Clearly Arnold Rothstein has stirred something in Tosches, but he's not sure what that is, and the result is we don't know either. "When I set out to write this book," he tells us, "I was intrigued by the figure of Arnold Rothstein. I still am. But as I researched more deeply, I came to see that the picture of him that history gave us was wrong. Was I to offer a different picture? Was I to take a man's life and make of it an exercise in interpretation? Was I to claim to have arrived at the 'truth'? Was I to fabricate a 'riveting portrait' by hiding one aspect of him and presenting another, without ever knowing -- who could? -- which aspect of him held weight and meaning for him, in his life, as he lived it? This would be to compound the misknowing that already was." I wanted to scream in exasperation at this passage: Well, what's it to be, then, Nick? If all you're going to tell us is that other people before you had it wrong without taking the responsibility of telling us what you think is right, then why did you write the book in the first place -- particularly when nothing you offer us fundamentally alters the picture of Rothstein given us by earlier writers?
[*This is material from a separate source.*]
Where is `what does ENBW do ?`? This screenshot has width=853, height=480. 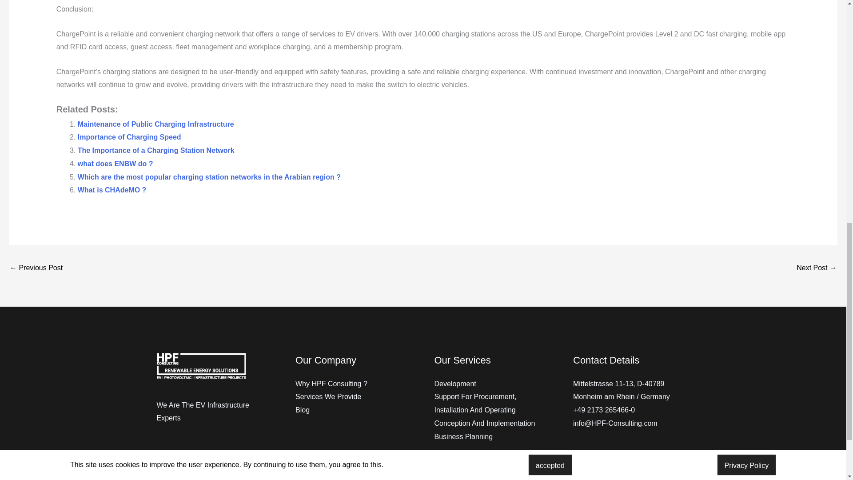
what does ENBW do ? is located at coordinates (115, 163).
But then, less than a page later, Tosches tries to answer his own rhetorical questions. "Why Rothstein's life? ... Because Arnold Rothstein is a shadow figure beyond good and evil ... And if that shadow is ultimately unknowable, as it must be, I was resolved that it should not go ultimately misknown, or wrongly known, as it had been. Let others tell you the shade and length of Christ's hair without offering a single bare fact establishing his existence." Is Tosches attempting some kind of existential riddle with Rothstein as a hipster Jewish martyr set up to deny the existence of Christ?
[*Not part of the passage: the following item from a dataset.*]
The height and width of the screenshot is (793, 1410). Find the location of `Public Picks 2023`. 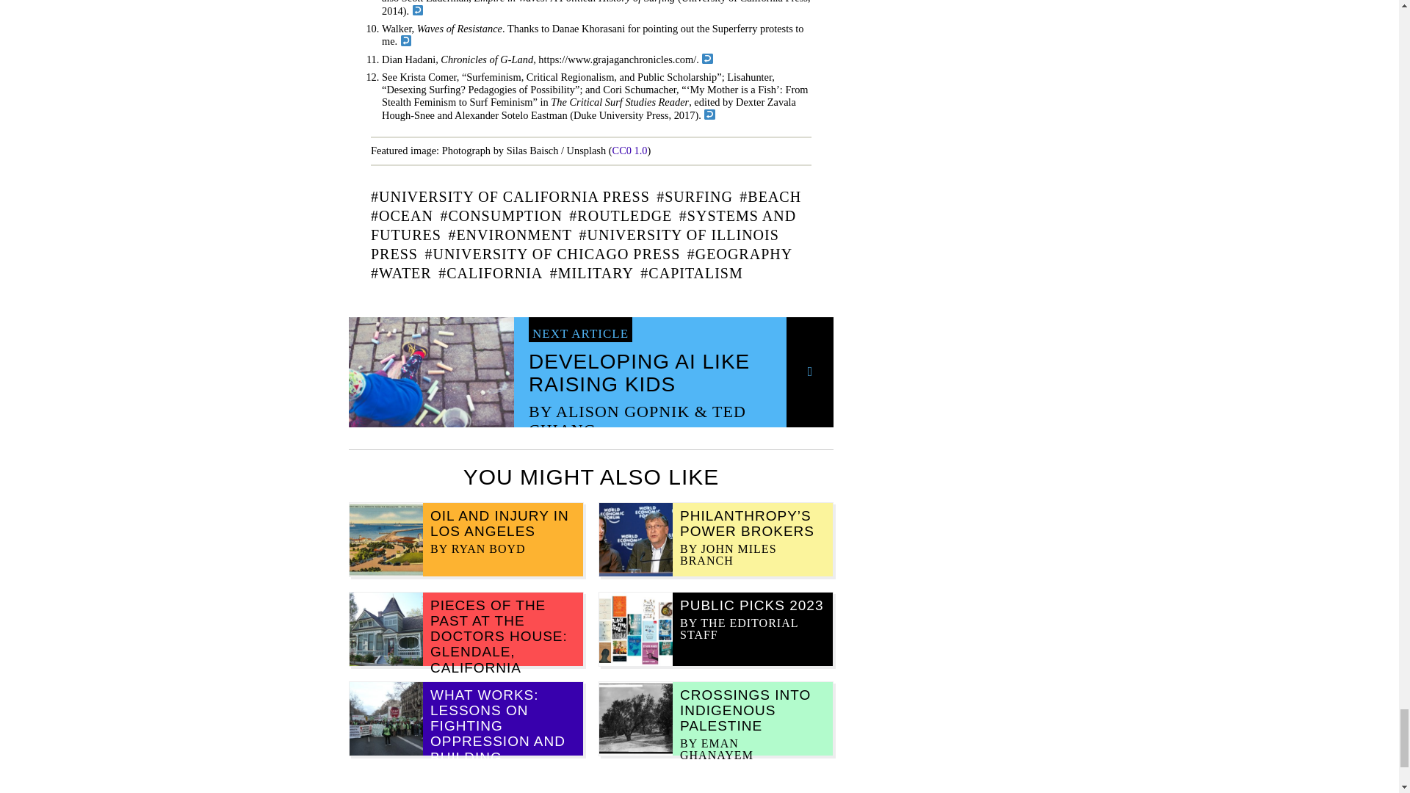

I get the uneasy feeling here that Tosches is using Rothstein to muscle in on Christ's territory -- please excuse the gangland terminology, but somehow it seems oddly appropriate here -- as king of the Jews. The truth is, though, that I really don't know where Tosches is trying to go. How exactly is a man who fixed ball games and horse races and who financed dope dealers and killers "beyond evil"? If those things are beyond evil, then what is evil? Does he mean "beyond evil" in a Nietzschean sense? Or in a purely legal sense, because the law never caught up with Rothstein? (He was shot to death after a card game in 1928 following what appears to have been a rather trivial personal dispute. Tosches, to my knowledge, is the only writer who appears to find something mysterious about Rothstein's killing.)

And what does it mean that Arnold Rothstein is a "shadow figure" and that "that shadow is ultimately unknowable"? Perhaps he would be less shadowy and more knowable if Tosches hadn't spent nearly a third of his book meandering from the origins of Jewish names to the history of dice before getting to his subject. And is he saying that Rothstein is more unknowable than other denizens of the demimonde? Or is Arnold Rothstein's a special case of unknowableness? And if Rothstein is so unknowable, then what does it matter that his shadow is "ultimately misknown, or wrongly known"? If he's unknowable, then how does Tosches know that somebody else's Rothstein is wrongly known?


"King of the Jews"

By Nick Tosches

HarperCollins

336 pages

Nonfiction

Buy this book

Is Tosches trying to tell us that everyone is, in the final analysis, "unknowable"? Great, that's sure what I want to fork over my $25.95 to hear. I'm reminded of the old Woody Allen routine: "What if there is no reality? What if existence is an illusion?" Answer: "In that case, I definitely overpaid for my carpet." If the author thinks the subject of his book is "ultimately unknowable," I want my money back. No, better still, I want him not to have written the book and taken up my time.

The minor league myth of Arnold Rothstein isn't big enough to hold all the metaphors, mysteries and metaphysical baggage that Tosches tries to cram into it. Rothstein isn't a big enough subject for Nick Tosches' talent. "King of the Jews" is a work of hero worship without a hero.